Drag the gold and orange markers to select a range and see the probability

Drag markers to explore probabilities

Probability:68.27%
55-3σ70-2σ85-1σ100μ115+1σ130+2σ145+3σ85115
Marker 1: z = -1.00
Marker 2: z = 1.00
Area: 68.27%

The Empirical Rule (68–95–99.7%)

For any normal distribution, ~68% of data falls within ±1σ, ~95% within ±2σ, ~99.7% within ±3σ.

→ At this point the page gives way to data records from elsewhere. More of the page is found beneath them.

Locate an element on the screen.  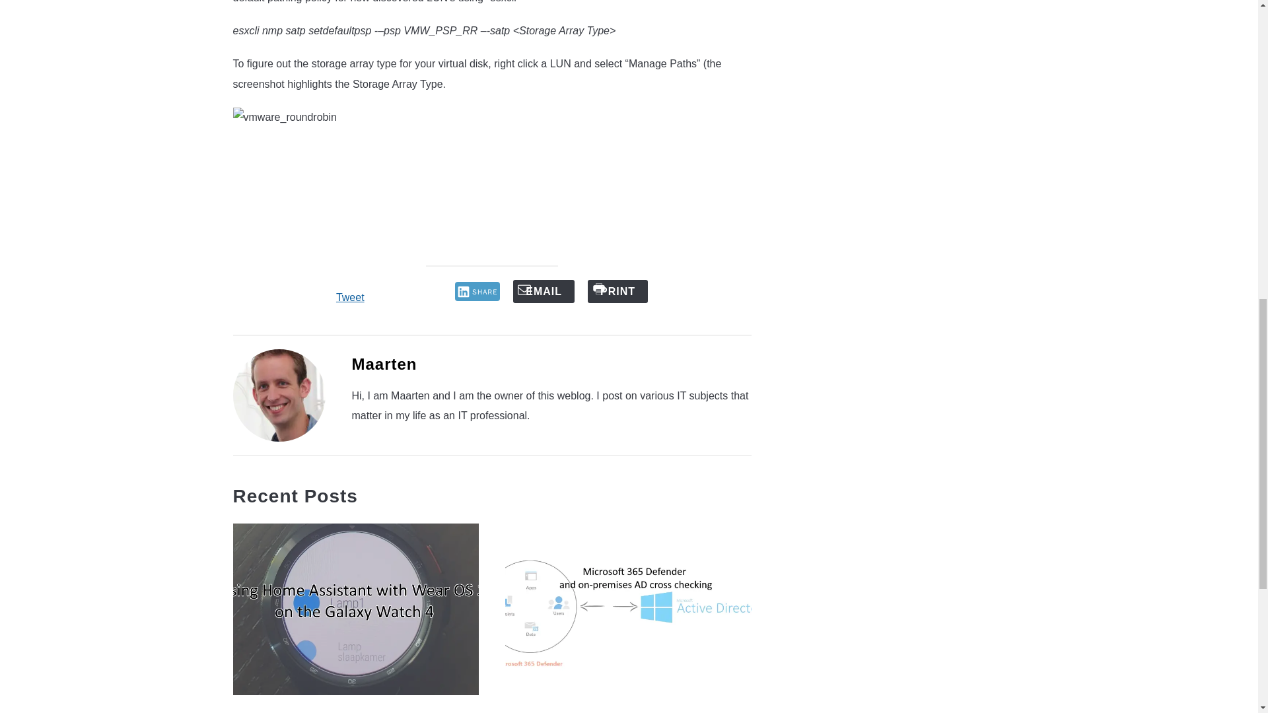
EMAIL is located at coordinates (544, 292).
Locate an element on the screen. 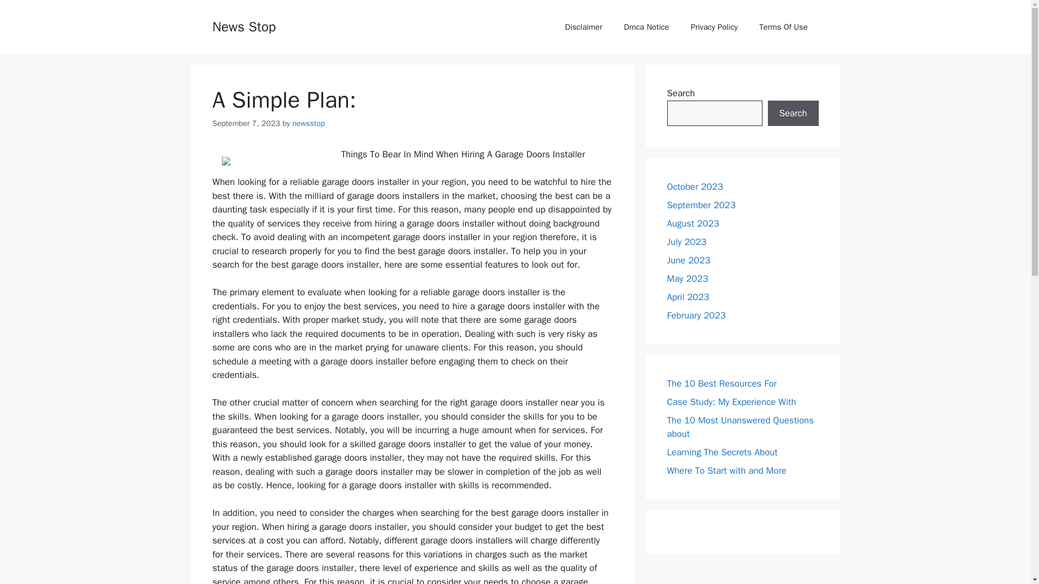 Image resolution: width=1039 pixels, height=584 pixels. Search is located at coordinates (793, 114).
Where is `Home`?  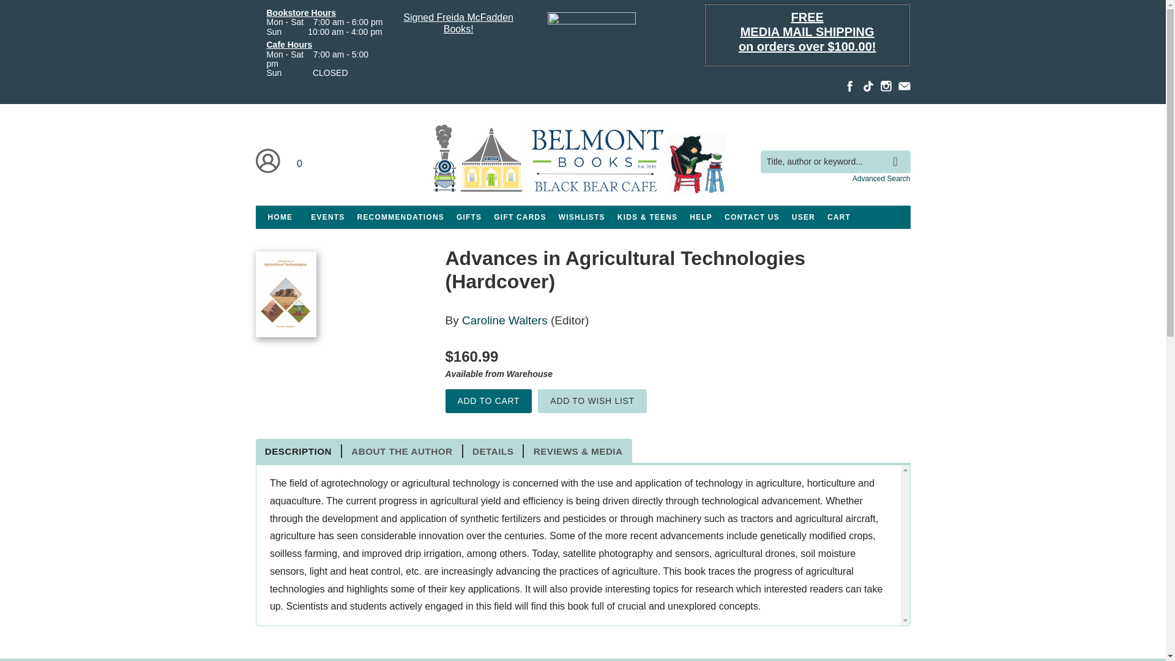
Home is located at coordinates (583, 162).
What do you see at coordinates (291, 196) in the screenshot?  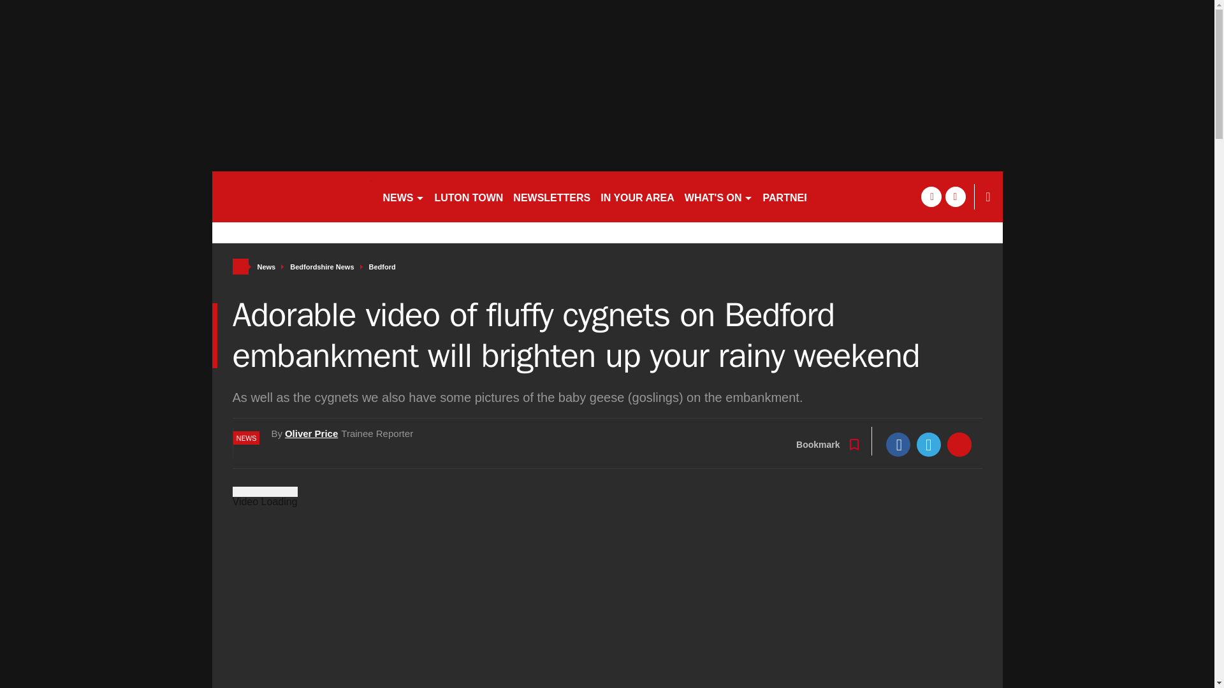 I see `bedfordshirelive` at bounding box center [291, 196].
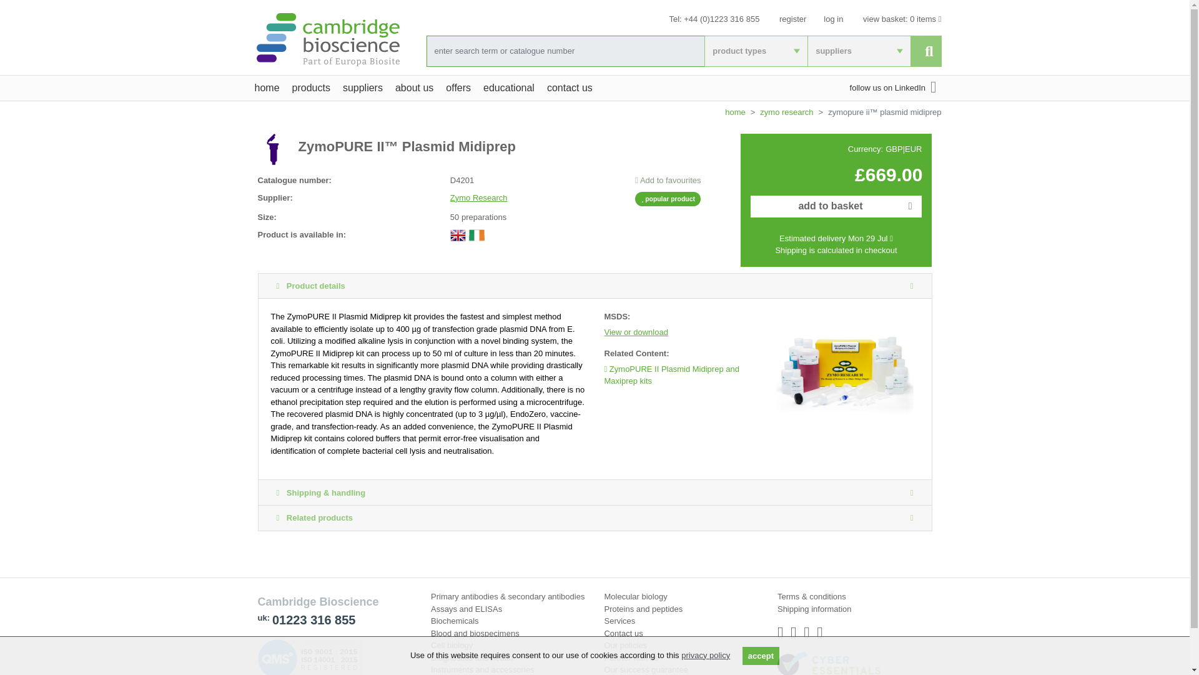 The height and width of the screenshot is (675, 1199). Describe the element at coordinates (858, 50) in the screenshot. I see `suppliers` at that location.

99.7%95%68%55-3σ70-2σ85-1σ100μ115+1σ130+2σ145+3σ
±1σ → 68%
±2σ → 95%
±3σ → 99.7%

Area Under the Curve

Calculate exact probabilities from z-score boundaries

Area

68.27%

-1.01.0-3-2-10123

Z-Score Calculator

Convert a raw score to a z-score

Formula

z =(115 − 100) ÷ 15=1.0000
= (15) ÷ 15 = 1.0000

Your z-score is

1.00

Slightly above average

115 is 1.00 standard deviation above the mean.

Score Comparison Tool

Compare scores from different tests using z-scores

Test A

z = 1.50

Test B

z = 2.00

Standard Normal: Both Scores

-3-2-10123AB

Score A: z = 1.50  |  Score B: z = 2.00

Score B performs better: higher z-score means further above the mean.

Key Concepts

Normal Distribution

A symmetric, bell-shaped distribution defined entirely by its mean (μ) and standard deviation (σ).

Z-Score

A standardized score: z = (x − μ) / σ. Tells you how many SDs a value is from the mean.

Standard Normal

A normal distribution with μ = 0 and σ = 1. Any normal distribution can be transformed to this.

Empirical Rule

68% of data lies within ±1σ, 95% within ±2σ, and 99.7% within ±3σ of the mean.